219 Migl v. Dominion Okla. Tex. Exploration & Prods.
Wednesday, September 2nd, 2015
Richard F. Brown
The following is not a legal opinion. You should consult your attorney if the case may be of significance to you.
Migl v. Dominion Oklahoma Texas Exploration & Production, Inc., No. 13-05-589-CV, 2007 WL 475318 (Tex. App.—Corpus Christi Feb. 15, 2007, no pet.) examines royalty requirements under implied and express covenants of a gas lease and a long-term gas purchase contract. Lessor filed suit against lessee for underpayment of royalties. The principal claims were for (1) breach of the express covenant in the royalty clause requiring lessee to account for gas sold off the lease at market value and (2) breach of the duty obligating lessee to obtain the best price reasonably possible under the implied covenant to manage and administer the lease (duty to market). The appeals court affirmed summary judgment for lessee.

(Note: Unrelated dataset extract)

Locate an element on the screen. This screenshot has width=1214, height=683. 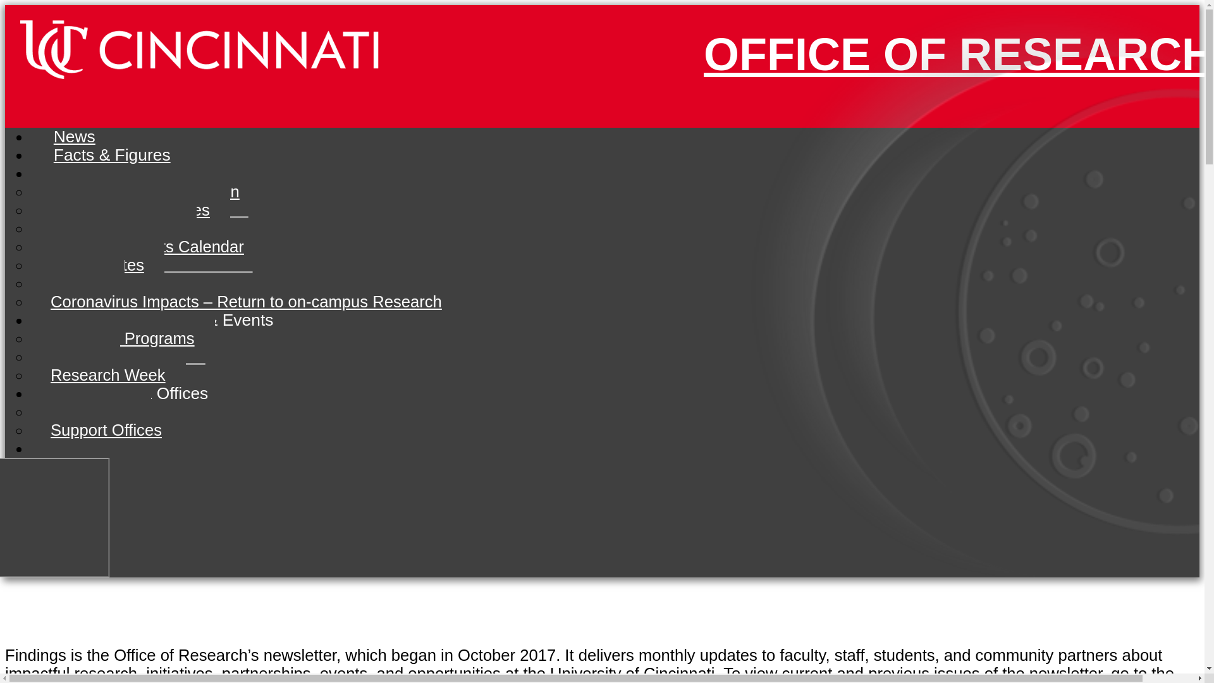
Leadership is located at coordinates (90, 412).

The lease royalty clause provided:
On gas, including casinghead gas or other gaseous substance, produced from said land and sold or used off the premises or for the extraction of gasoline or other product therefrom, the market value at the well or one-eighth of the gas so sold or used, provided that the gas sold at the wells the royalty shall be one-eighth of the amount realized from such sale.

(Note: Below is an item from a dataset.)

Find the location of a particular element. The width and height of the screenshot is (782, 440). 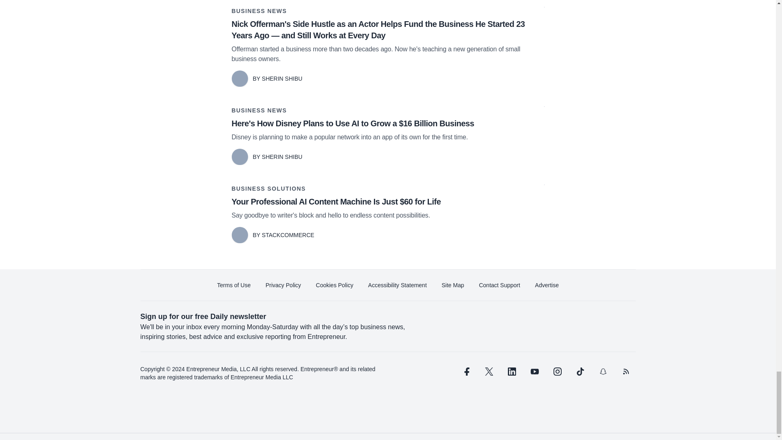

The uncontroverted evidence showed that all gas was sold at a meter on the lease, which is a sale “at the wells,” and lessee paid royalties based on proceeds. Because the royalty provision required only an amount realized or proceeds-based calculation for at-the-well sales, the court held that lessee did not breach the express lease covenant to pay royalty.
The court identified the specific implied lease covenant at issue as an alleged breach of the duty to reasonably market, which is included within the broader duty expressed as the implied covenant to manage and administer the lease. The duty is applicable to amount-realized (or proceeds) based royalty clauses, but not to market value royalty clauses. The royalty clause at issue here was determined to be the proceeds clause, and lessor’s evidence showed only that the contract price was below the current market. Citing the Texas Supreme Court’s holding in Yzaguirre v. KCS Res., Inc. that the amount realized from sale proceeds may be unrelated to market value, the court held that lessee did not breach the reasonably prudent operator standard because evidence of current market value was not evidence that lessee failed to act as a reasonably prudent operator. “An action based on the implied covenant to reasonably market focuses on the behavior of the lessee rather than on evidence of other sales, and asks whether the lessee acted as a reasonably prudent operator under the same or similar facts and circumstances.
The summary judgment was affirmed because there was no evidence of negligence or self-dealing. The only evidence was that the current market price was higher than the contract price. The significance of the case is that Migl complements Yzaguirre, a case in which the current market price was lower than the contract price, in confirming the principle that evidence of current market value will not be conclusive, and may not even be relevant, in determining whether a lessee did or did not breach the implied covenant to reasonably market under a proceeds lease royalty clause.